*** Opening Data extracts ***

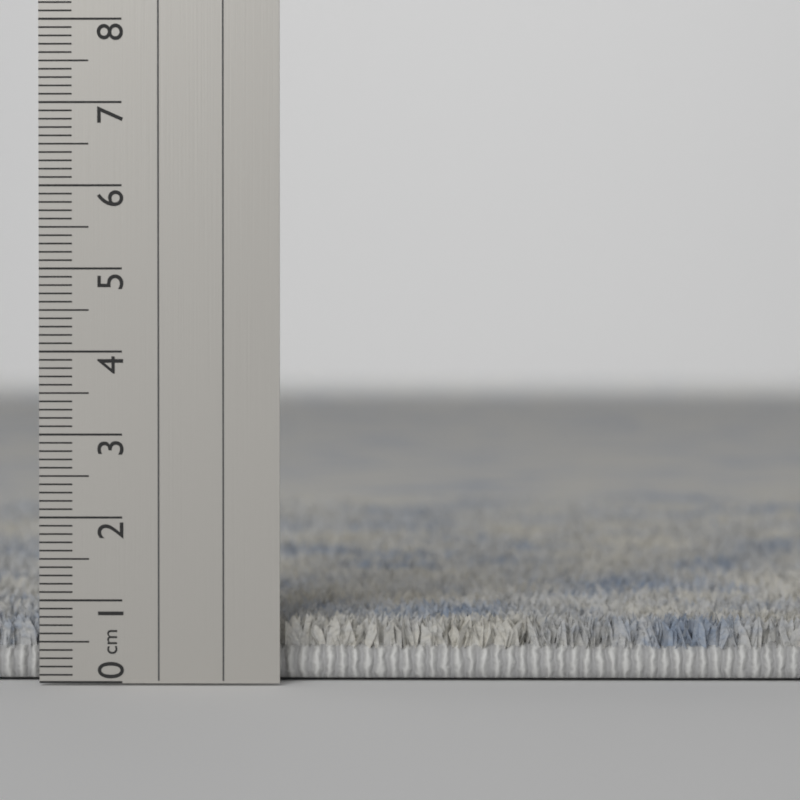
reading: 0.8 cm
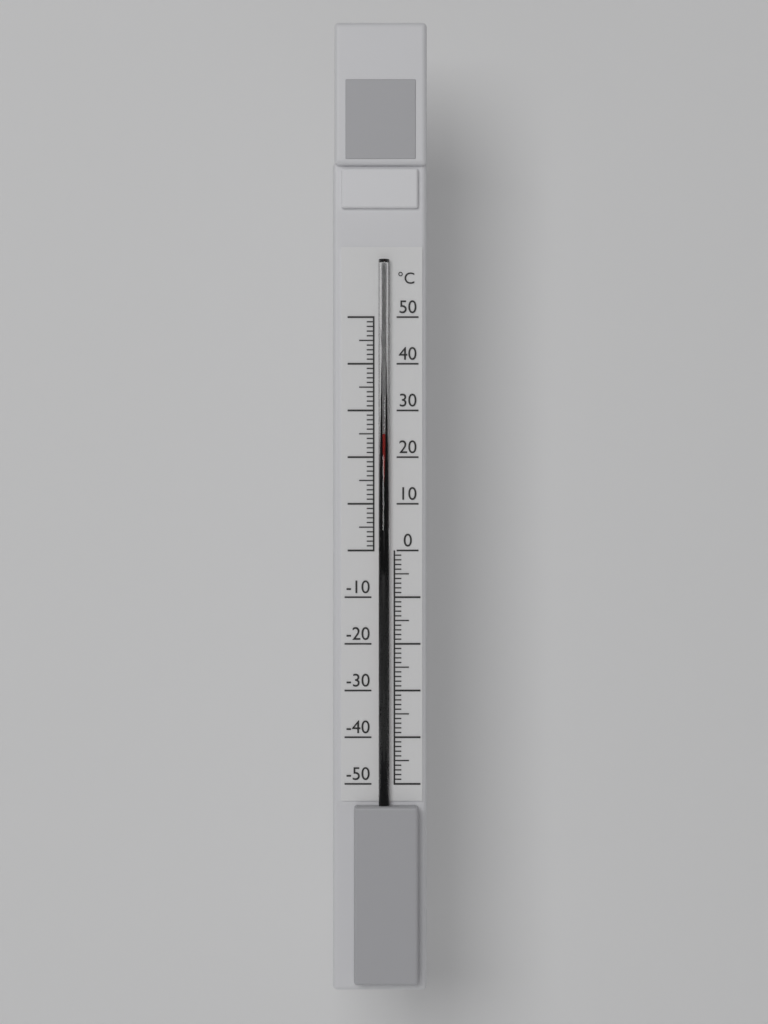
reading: 25 °C
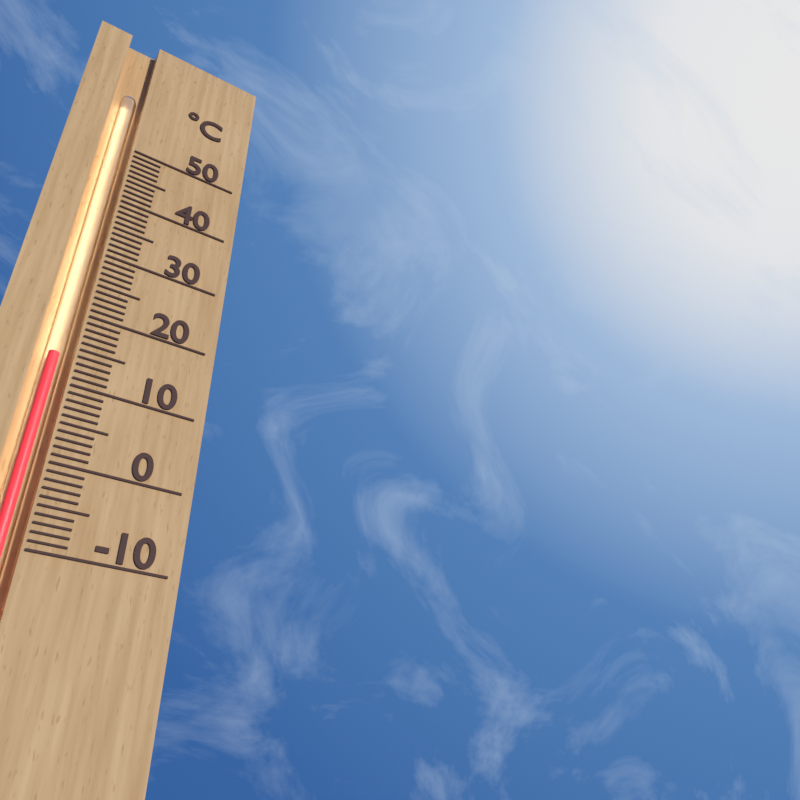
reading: 14 °C
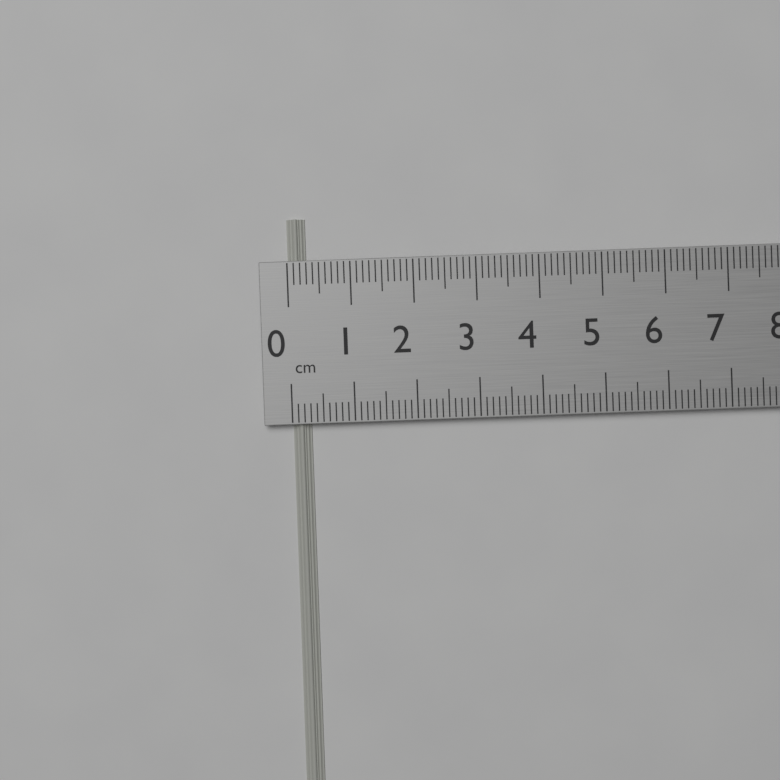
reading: 0.3 cm
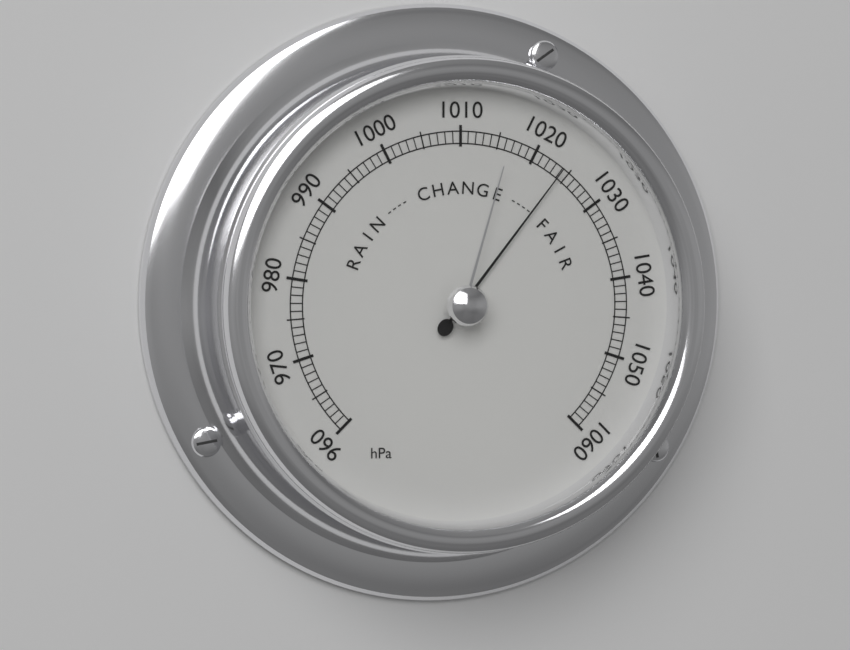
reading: 1024 hPa
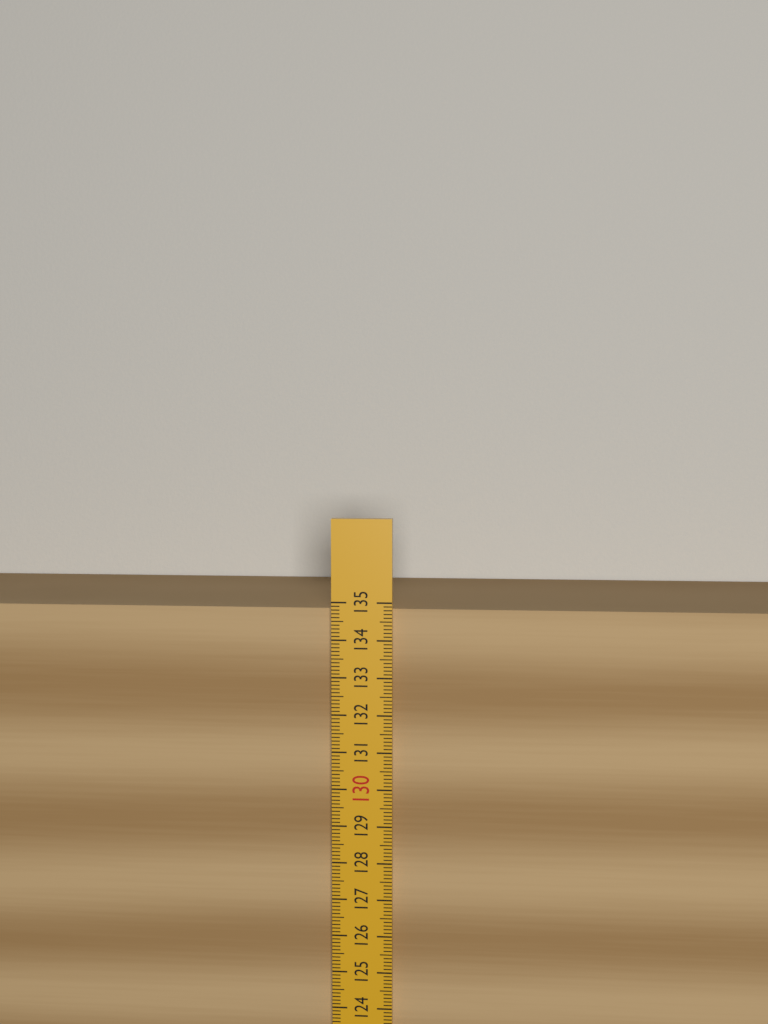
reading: 134.8 (no unit)
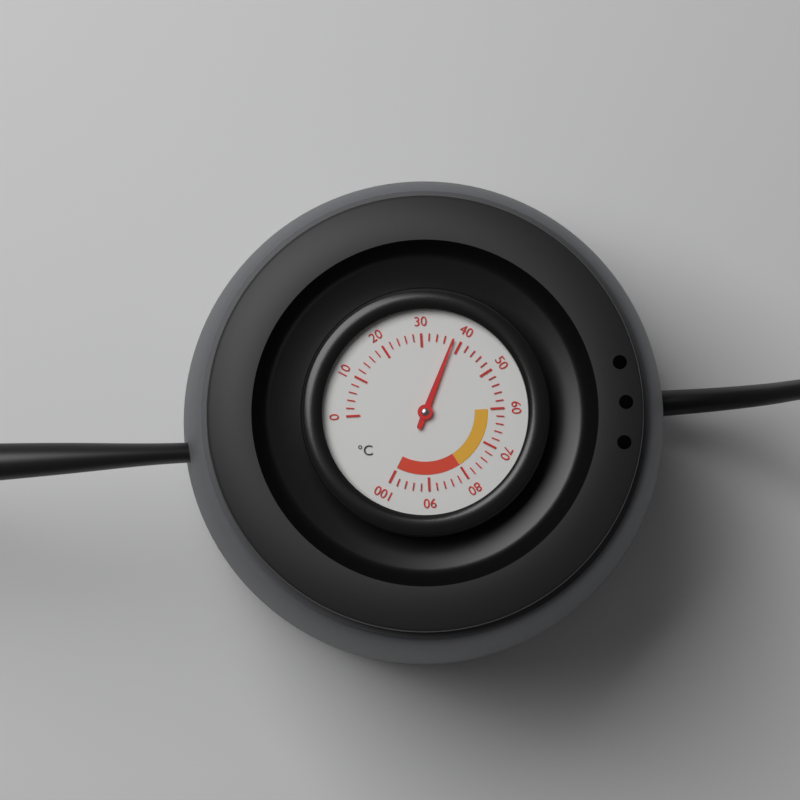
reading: 38 °C
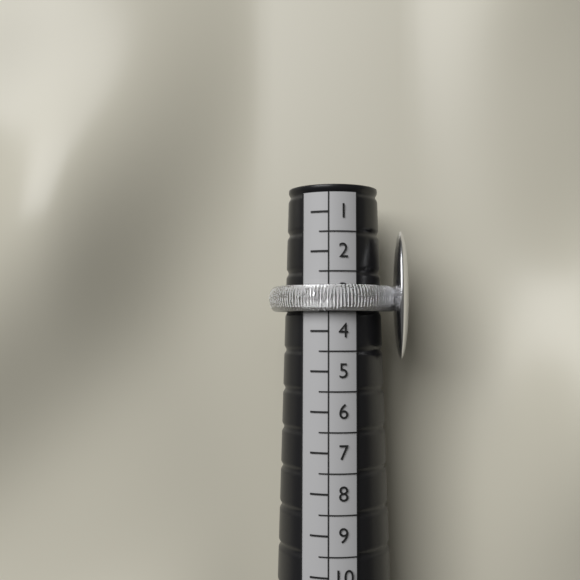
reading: 3.5 (no unit)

*** Closing Data extracts ***

_Task description_
The data above must be reproduced exactly, without any of its pictures.

_Your response_
reading: 0.8 cm
reading: 25 °C
reading: 14 °C
reading: 0.3 cm
reading: 1024 hPa
reading: 134.8 (no unit)
reading: 38 °C
reading: 3.5 (no unit)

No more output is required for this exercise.